The Fly3 director came back to the Hornet that was on EL4, went to the pilot and asked with his hands if the pilot was ready.  The pilot gave a thumbs up and the plane captain and his squadronmates scrambled under the jet to pull the tie-down chains off and the chocks out.  Another director came back and joined us at the platform.  He tapped my on the shoulder pointed at the Hornet and made a twirling motion with his index finger like an umpire signaling a home run.  When they brought it out, it would have to taxi straight ahead until its tail was clear of our blast shield, then make a left turn to taxi forward.  When he made the turn, he was going to sweep us with his jet blast.  I nodded and made sure Tanner and the VLA guy saw what was coming.  The Fly3 director started the Hornet forward slowly standing off to the pilots right so he could see the director who was back with us.  When the tail was clear of us, the director on the platform made a circle motion with his yellow wand and the Fly3 director immediately pointed his right arm forward while still giving the “come ahead” signal with his left.  The jet started its left turn and we all turned our backs and huddled.  The jet blast was hot and it almost knocked the VLA kid over.  He dropped to one knee and grabbed the grating that we were standing on to anchor himself.  The Hornet turned further left and we were clear.

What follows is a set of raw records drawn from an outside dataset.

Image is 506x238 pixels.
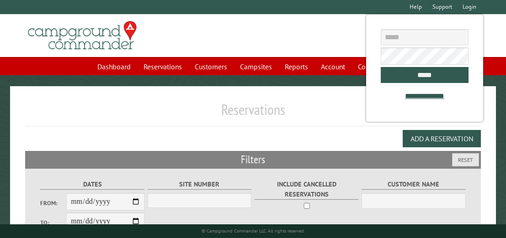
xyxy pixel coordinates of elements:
[352,58,414,75] a: Communications
[234,58,277,75] a: Campsites
[40,180,144,190] label: Dates
[148,180,252,190] label: Site Number
[315,58,350,75] a: Account
[201,228,305,234] small: © Campground Commander LLC. All rights reserved.
[403,130,481,148] button: Add a Reservation
[92,58,136,75] a: Dashboard
[138,58,187,75] a: Reservations
[25,101,480,126] h1: Reservations
[25,18,139,53] img: Campground Commander
[361,180,466,190] label: Customer Name
[254,180,359,200] label: Include Cancelled Reservations
[189,58,233,75] a: Customers
[452,154,479,167] button: Reset
[40,199,66,208] label: From:
[25,151,480,169] h2: Filters
[40,219,66,228] label: To:
[279,58,313,75] a: Reports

The deck was starting to clear, and we could see more of what was going on up forward.  They were using Cat 1 on the bow, and 3 and 4 on the waist.  There were Hornets parked on the “four row” which put them on top of Cat 2 and blocked it from use.  All the jets aft that were going flying were broken down (had their chocks and chains removed) and were ready to go.  One by one they were pulled out of their position by the Fly3 director or his buddy that had been with us.  They got them up to about the 1 wire and then passed them off to other directors up forward.  Other jets that were not part of the launch were being hooked to tractors and towed forward to be parked on the bow as the deck cleared.

Cling and one of the junior LSOs came up, followed by Paps, the Tomcat LSO.  I did the LSO high five with everyone as they arrived at the platform.  Hand up like a normal high five, but just before you clap hands you bend your arm backwards and pat yourself on the back.

We were so damn funny.

I pointed at Cling and then at Paps.  Cling nodded.  I wanted them on the pickles tonight – they were the two most experienced guys on the team.  We usually tried to do some training on the junior guys on each recovery, but it was our first day out of port, it was a dark night, and I just didn’t want to tempt the fates at all.  The rest of the team meandered up as did the hook spotter, a kid from the tower who was responsible for reporting who was next and that their configuration was correct.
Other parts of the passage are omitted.